Jo was just 17 when she signed up with Norfolk Fire Service. Within weeks she was completing energy sapping climbs and runs, handling heavy hoses, learning how to quench flames, cut open cars, and deal with anything from trapped kittens to chemical spills and suicides alongside the men.

No concessions were made in the tough training regime which turned teenager Jo Reynolds into the first female full time fire-fighter in Norfolk – and, outside wartime, possibly the first in the country.

It was 1982 when the girl who had dreamed of becoming a fire fighter as a child, after watching firemen tackle a blaze at her family home, reported to force headquarters in Wymondham.
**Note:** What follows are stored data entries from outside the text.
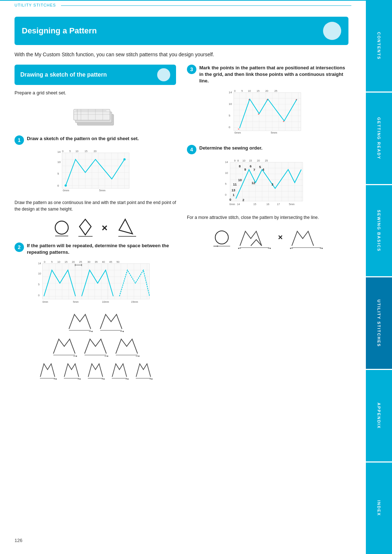  I want to click on section-drawing-header: Drawing a sketch of the pattern, so click(95, 75).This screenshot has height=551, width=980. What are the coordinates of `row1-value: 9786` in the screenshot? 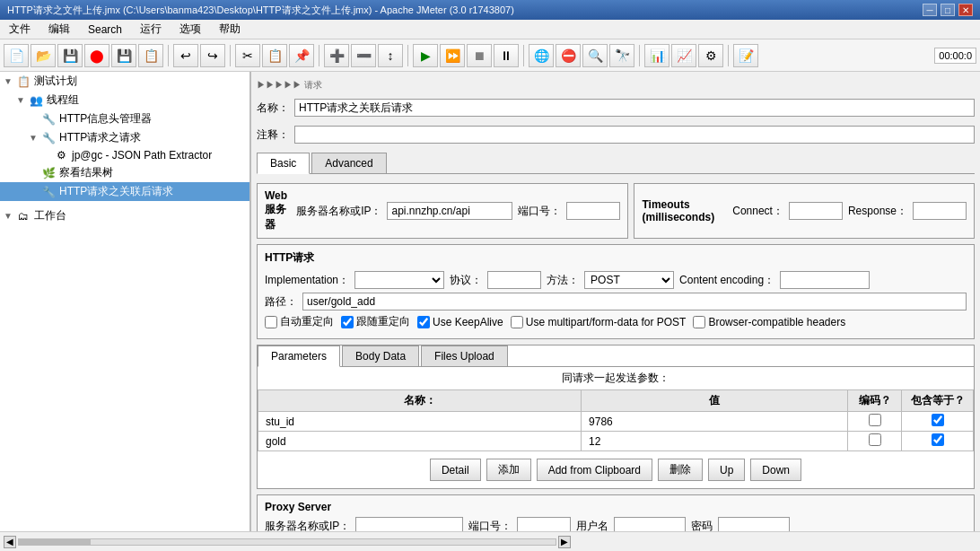 It's located at (714, 422).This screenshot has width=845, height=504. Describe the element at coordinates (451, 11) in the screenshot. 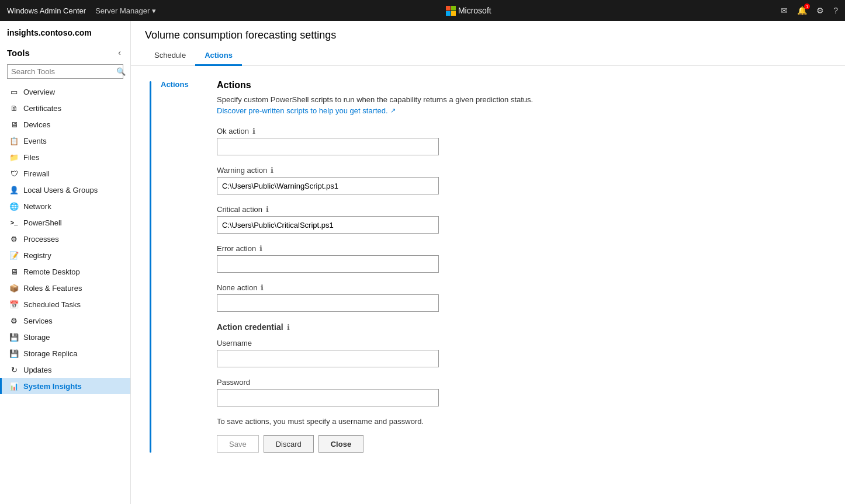

I see `microsoft-logo-icon` at that location.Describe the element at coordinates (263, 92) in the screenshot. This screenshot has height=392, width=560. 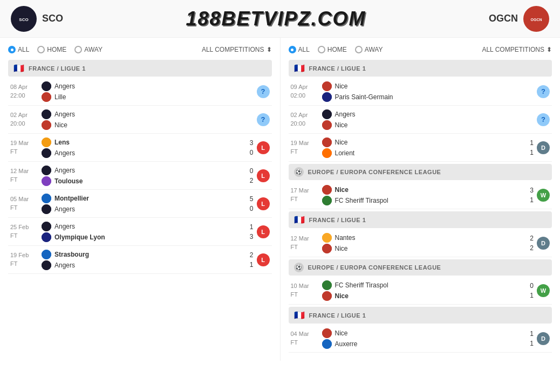
I see `result-badge: ?` at that location. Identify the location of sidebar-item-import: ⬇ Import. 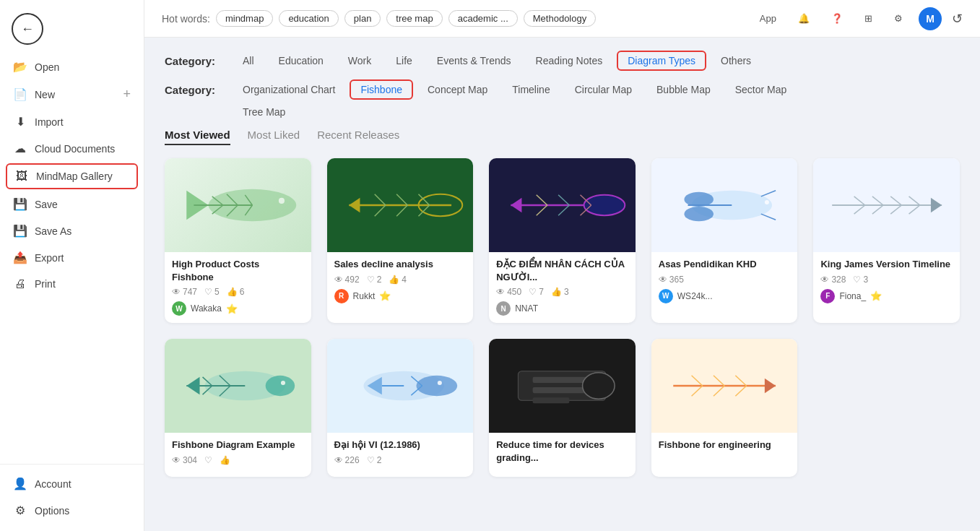
(72, 121).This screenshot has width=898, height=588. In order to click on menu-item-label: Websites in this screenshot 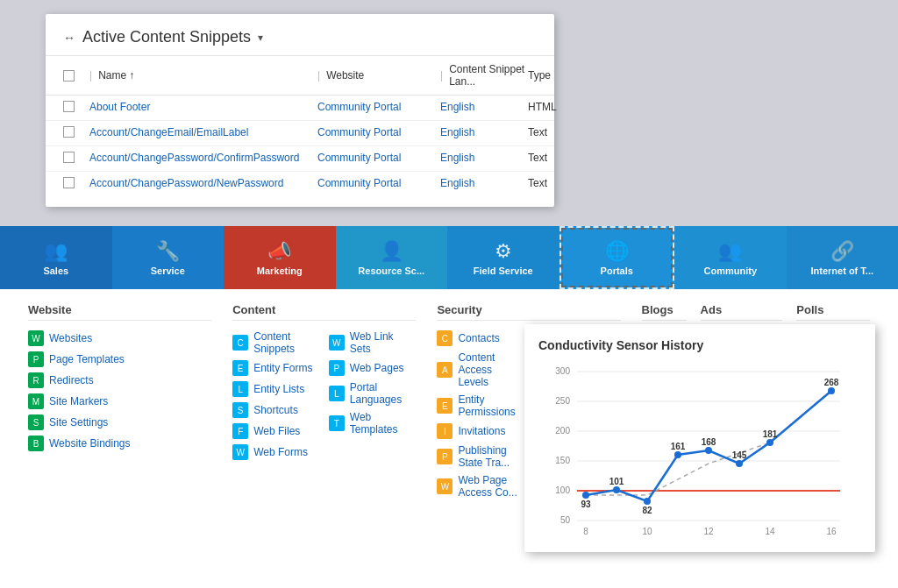, I will do `click(70, 338)`.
The story of her transformation from ordinary teenage girl into fearless fire fighter is told in her first book Fire Woman.

“Friends said, ‘Jo, you’ve got a great story here!’ and I was, ‘I don’t see it,’” said Jo. But she was eventually persuaded to begin writing down the memories and anecdotes which had entertained friends and family for more than three decades.

Fire Woman is also a coming of age tale. Alongside the blazes in homes and factories, the traffic accidents and animal rescues, are the friends and boyfriends, and a series of intense laughs, loves and losses.

“Some of the chapters I was laughing, then I’d start crying and couldn’t stop,” she says.

The book is also an atmospheric evocation of Norfolk in the early 1980s – even down to the music, with each chapter named for a different song.

Jo was based in Thetford, where she became a bit of a celebrity, but the book ends with a newly-married Jo heading off to travel the world. With a few interludes back in Britain, that is what she has been doing ever since.

“We did some incredible travelling!” she said. “We went to the Amazon, Peru, the High Andes where we met up with friends from Oxford University who were doing altitude drug testing. And then we met them again on Everest and got involved with helping with the first ever Everest marathon.

Eventually she returned to Thetford, where life was not quite so glamorous. “It felt a bit awkward, trying to go back to the fire service,” she said. “Although I had really loved it at the time and they gave me so much love.”

Instead she got a job at the bleach factory and then set up a business sourcing homeware for big supermarkets – with an office in China.

“Every time I turn around my life seems to be heading in a completely different direction!” she says.

For the past 10 years she has lived in countries including Thailand and Cambodia, and found jobs as a television presenter for a Thai lifestyle TV programme, a wardrobe assistant, a location scout, a model. When her best friend got involved in some charity work it led to Jo’s first foray into writing – visiting the Philippines after a devastating typhoon and Nepal after an earthquake. “I interviewed people, got their back stories and presented it in a way that people could connect with,” she says.

For the past year she has been living with her brother in Norwich, writing her book and catching up with former colleagues and old friends. She would love to think that her story might inspire other women to consider a career as a fire fighter.

So what next for Jo?

“I genuinely don’t know!” she said. But that early training means she is always ready for the next challenge.

Fire Woman, the extraordinary story of Britain’s first female firefighter is published by Michael O’Mara Books. £9.99.